Mac Carlton
2025-05-28

Small Rules. Big Consequences.

AILifeAlgorithmsConway
Conway's Game of Life
Cellular automaton where cells live or die based on simple rules, creating emergent patterns and complex behaviors from minimal initial conditions.
Live cellCells survive with 2-3 neighborsNew cells born with exactly 3 neighbors

Small Rules. Big Consequences.

In college, I tried to implement Conway's Game of Life.

It sounded simple:
A grid of cells. A few rules.
Cells live or die based on how many neighbors they have. That's it.

What could go wrong?

A lot, actually.

I remember spending way too long trying to figure out why nothing moved, why everything died instantly, or why the entire grid turned into some kind of cellular rave. What I thought would be a clean, elegant little side project quickly turned into an exercise in debugging infinity.

Eventually, I got it working.
Here's the code. It's not the cleanest thing I've ever written, but it runs—and watching the patterns emerge (gliders, blinkers, strange clusters that just…vibe) was mesmerizing.

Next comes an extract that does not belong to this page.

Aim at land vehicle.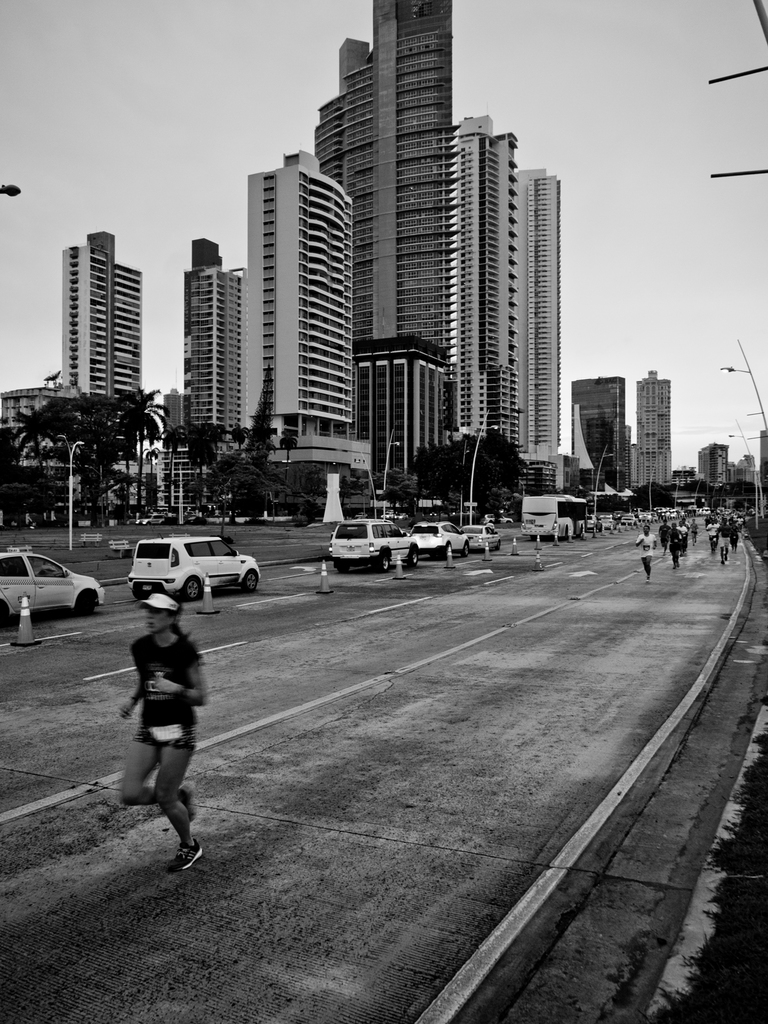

You can see it quietly running in the background of this page, by the way.
Because apparently I like to relive past struggles in ambient form.


The Rules of the Game

In case you've never seen it, Conway's Game of Life is a cellular automaton where each cell on a grid is either alive or dead, and updates each cycle based on these three rules:

  1. Any live cell with 2 or 3 live neighbors survives
  2. Any dead cell with exactly 3 live neighbors becomes alive
  3. All other live cells die, and all other dead cells stay dead

That's it. Just three rules.

But run it over and over, and suddenly you've got motion, structure, stasis, chaos—emergence.


And That's the Point

What stuck with me from that project wasn't the math, or the visuals.
It was the idea that a few tiny rules, repeated enough times, could produce something that felt real. Felt alive.

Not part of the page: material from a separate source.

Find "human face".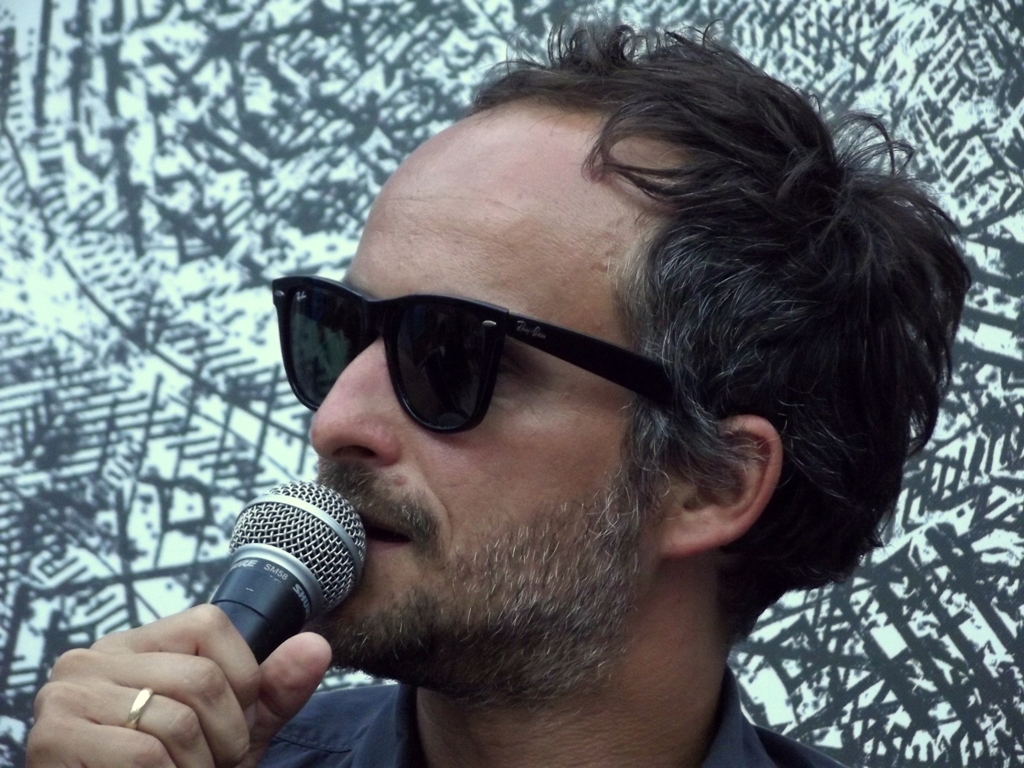
{"left": 312, "top": 117, "right": 681, "bottom": 661}.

That phrase—small rules, big consequences—has been echoing in my head ever since.

And now, years later, I find myself drawn to the same kinds of patterns.
Except this time, it's not a simulation.


Where This Leads

These days, I spend most of my time thinking about AI, algorithms, and life.

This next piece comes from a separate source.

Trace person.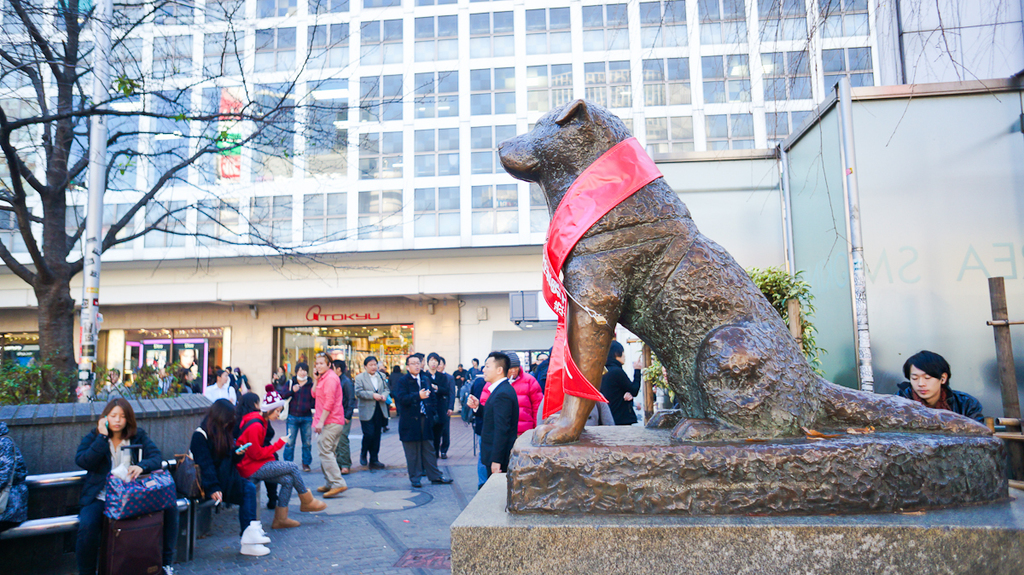
Traced to l=277, t=362, r=311, b=470.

Not just the tools we're building, but the ways they shape us back.
How recommendation systems tweak attention.
How optimization logic changes workflows.
How friction—or the lack of it—reshapes behavior.

It's not always the complex systems that surprise us.
It's the simple ones, repeated.


This site is where I make sense of that.

I'll be writing about:

  • Things I'm building
  • Ideas I'm circling
  • Weird stuff I can't stop noticing
  • Patterns in tech that feel suspiciously human

Think of it as a running notebook. One that's alive. One that sometimes crashes.
And maybe—every now and then—spits out something worth watching.


If you're here: welcome.
Poke around. Stay curious.

And if something breaks, try refreshing.
That's what I did in college, and honestly, it worked more often than it should've.